Goal of the exercise:
Copied exactly and without pictures, the lines from the beginning of the entries through the one that holds "Task: Click on the CONTACT US" should form the entire reply.

[Provided records Boundary: Start]

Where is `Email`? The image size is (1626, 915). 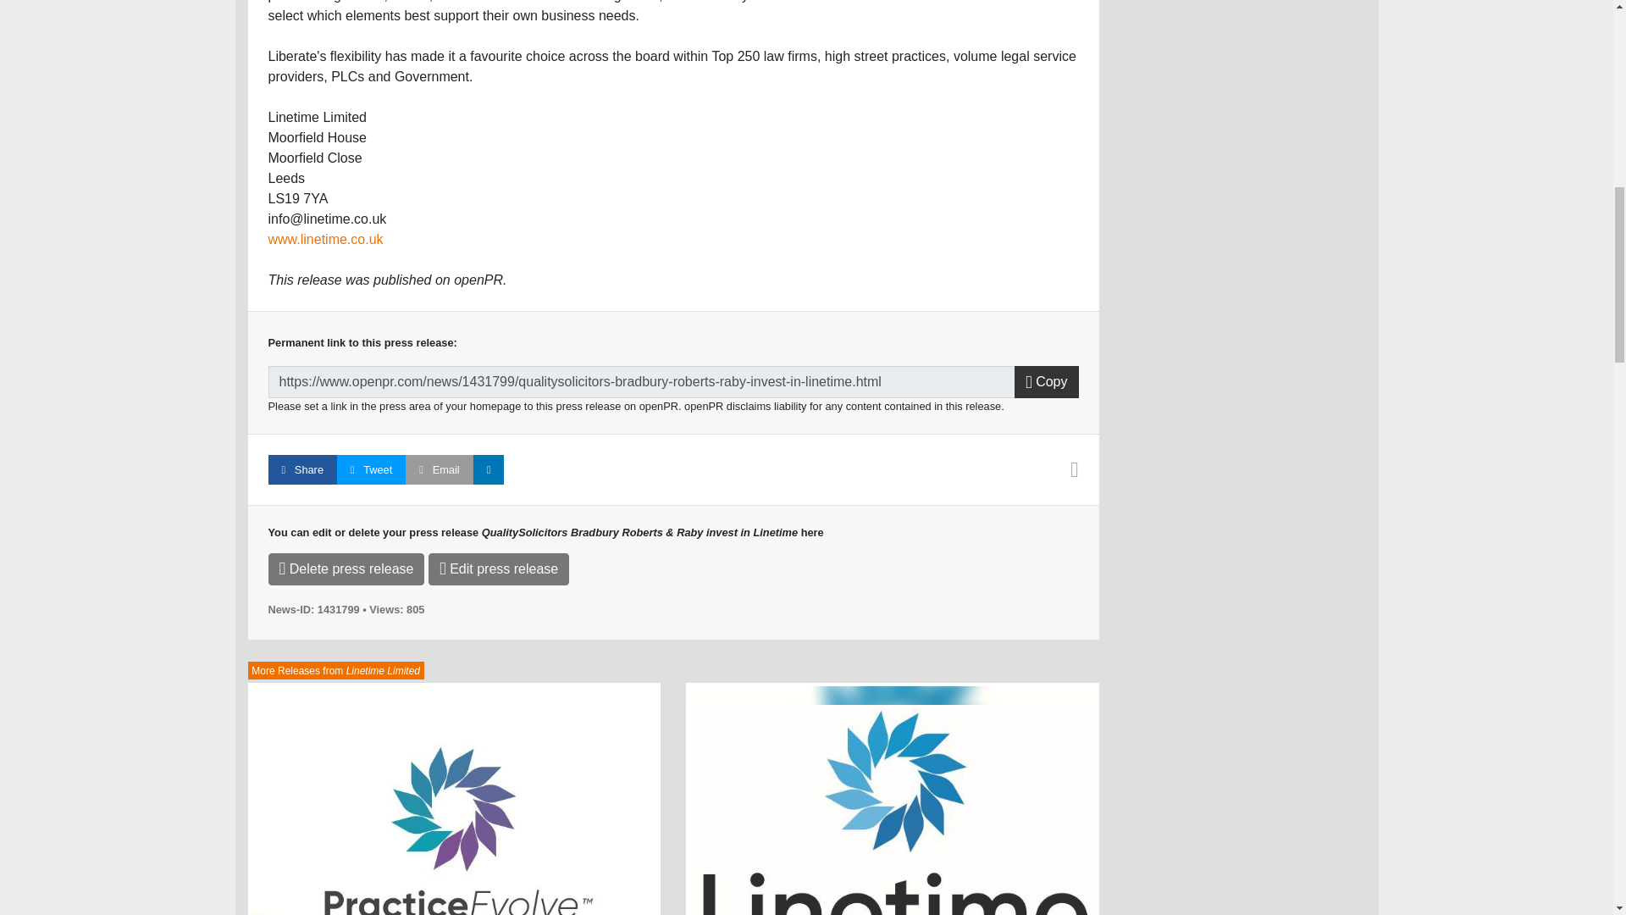
Email is located at coordinates (439, 469).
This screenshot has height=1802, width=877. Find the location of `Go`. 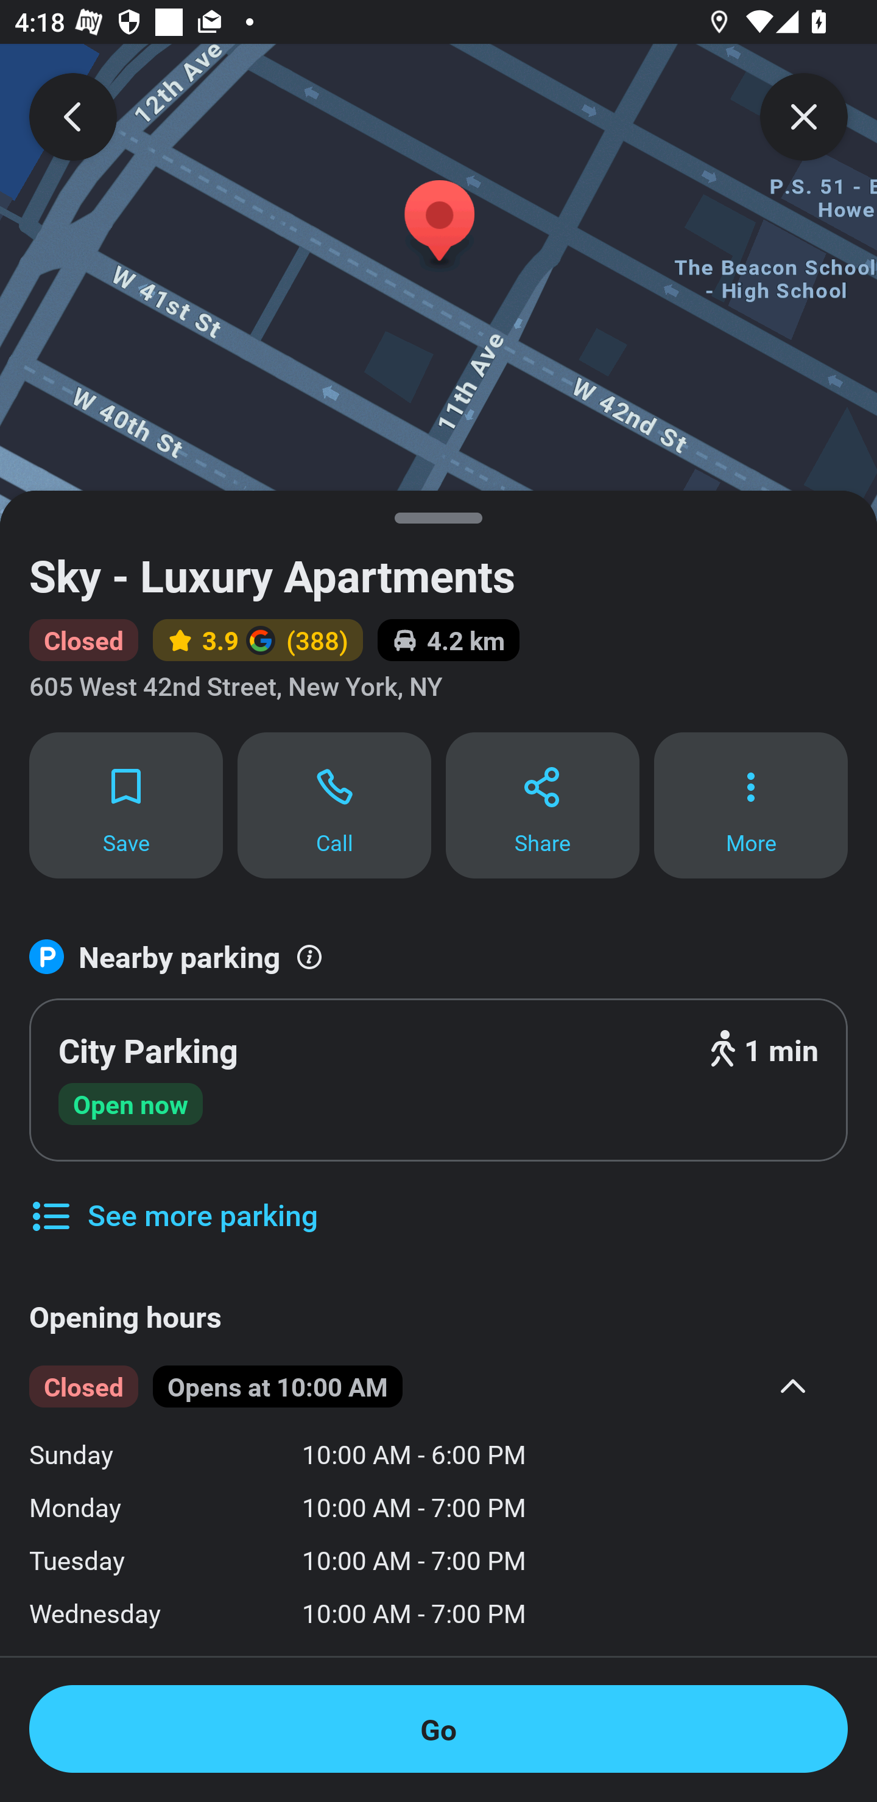

Go is located at coordinates (438, 1729).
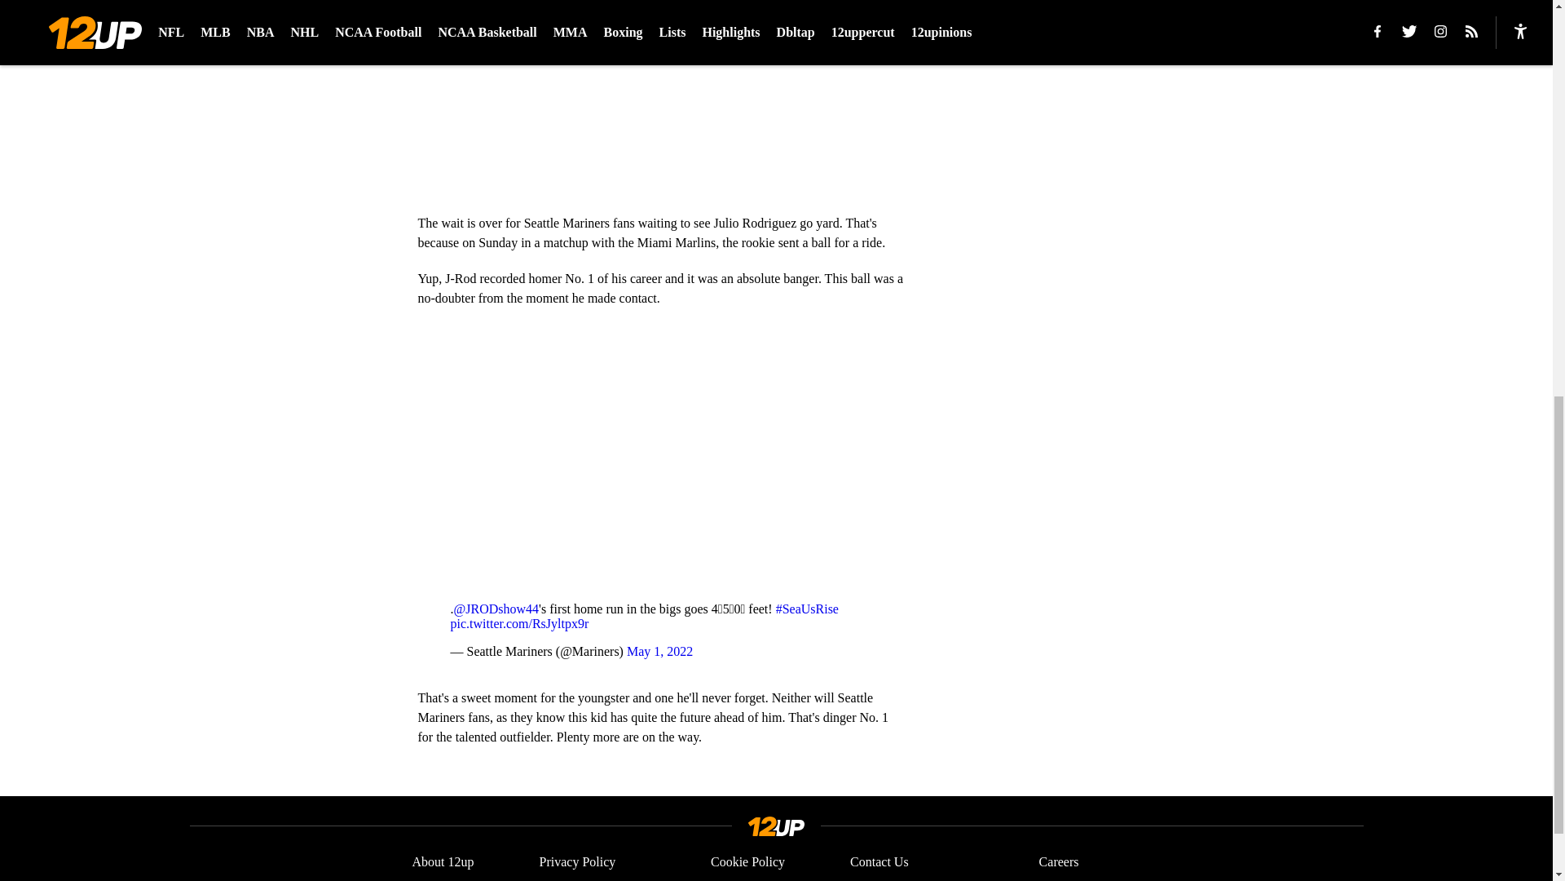  Describe the element at coordinates (444, 861) in the screenshot. I see `About 12up` at that location.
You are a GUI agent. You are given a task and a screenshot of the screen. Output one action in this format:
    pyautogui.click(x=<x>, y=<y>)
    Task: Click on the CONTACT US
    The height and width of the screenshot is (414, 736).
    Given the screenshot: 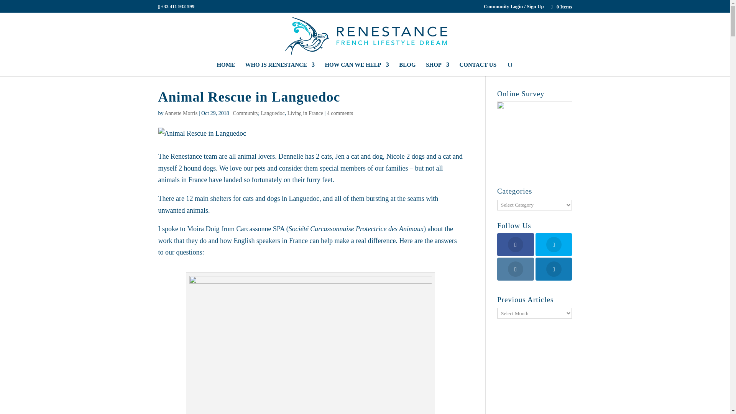 What is the action you would take?
    pyautogui.click(x=478, y=69)
    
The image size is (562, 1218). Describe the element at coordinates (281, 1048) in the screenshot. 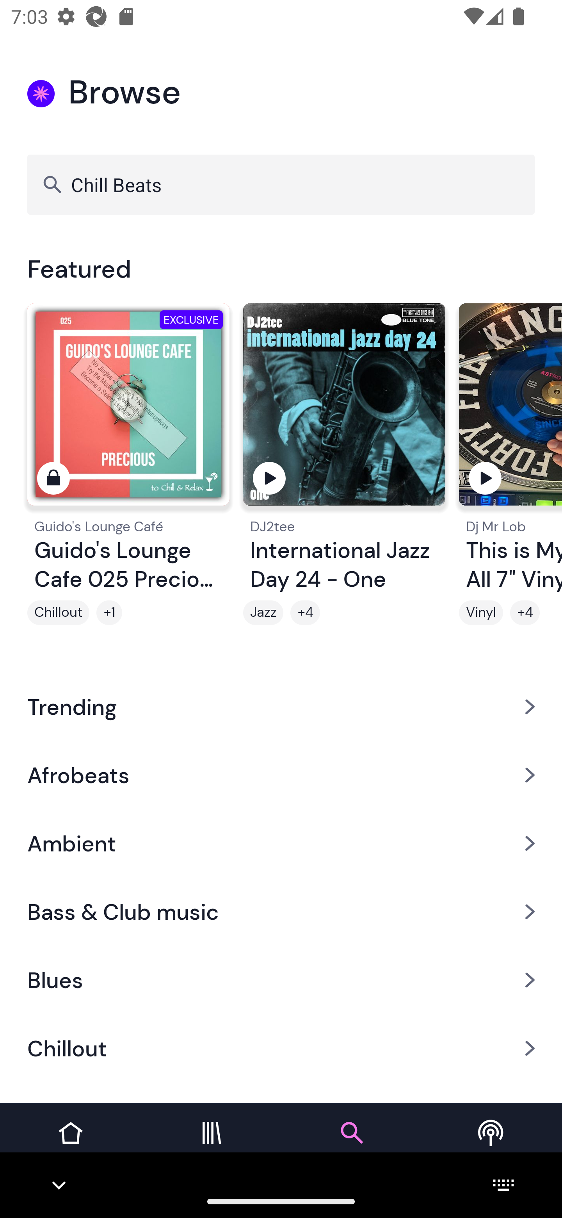

I see `Chillout` at that location.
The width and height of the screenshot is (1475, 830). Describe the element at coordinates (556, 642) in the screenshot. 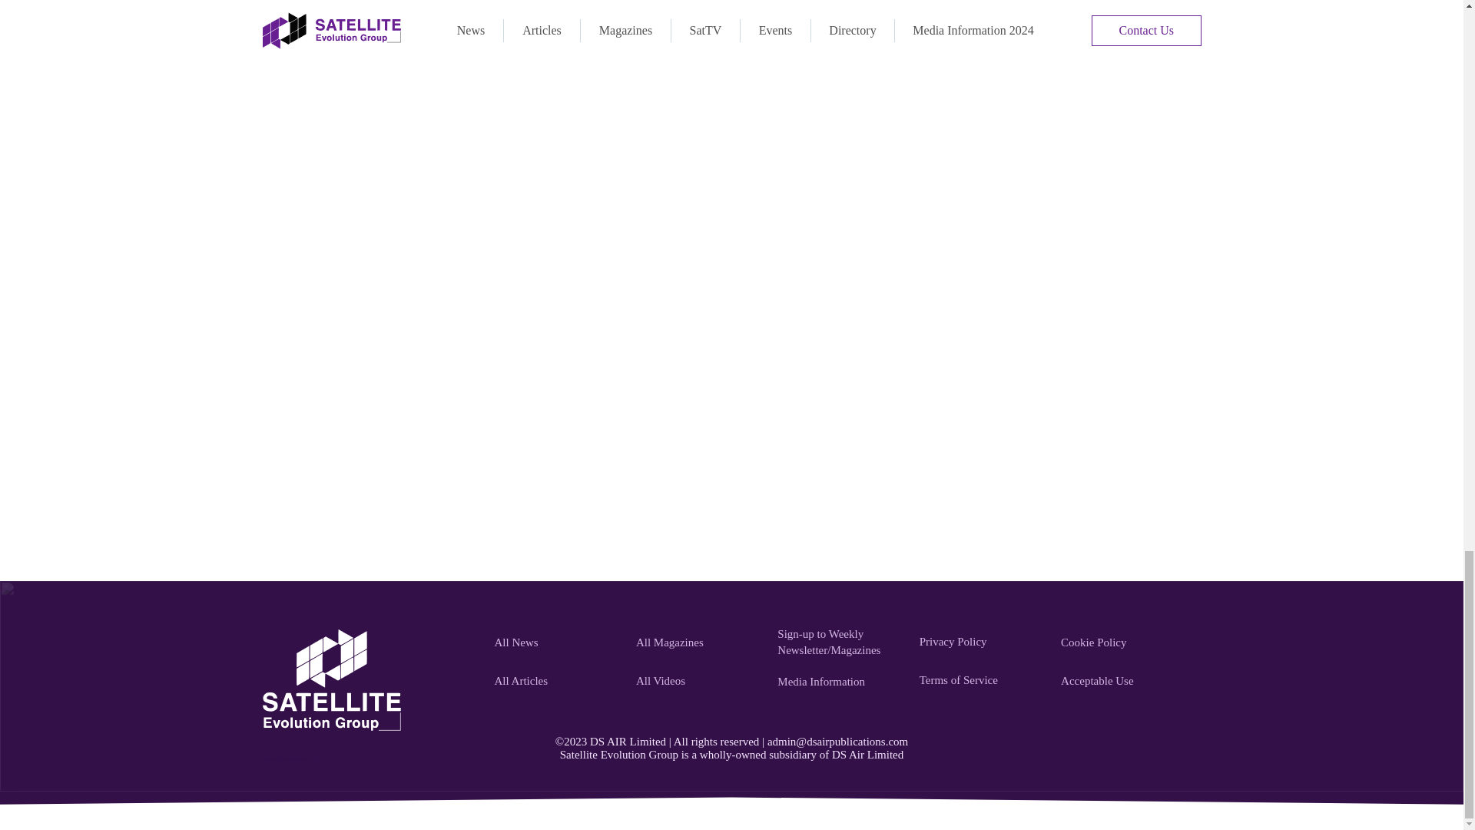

[Provided records Boundary: End]

Answer for the task:
Where is `Email`? The image size is (1626, 915). 
Email is located at coordinates (439, 469).
This screenshot has height=1802, width=877. Find the location of `Go`. 

Go is located at coordinates (438, 1729).
  Describe the element at coordinates (444, 861) in the screenshot. I see `About 12up` at that location.
You are a GUI agent. You are given a task and a screenshot of the screen. Output one action in this format:
    pyautogui.click(x=<x>, y=<y>)
    Task: Click on the CONTACT US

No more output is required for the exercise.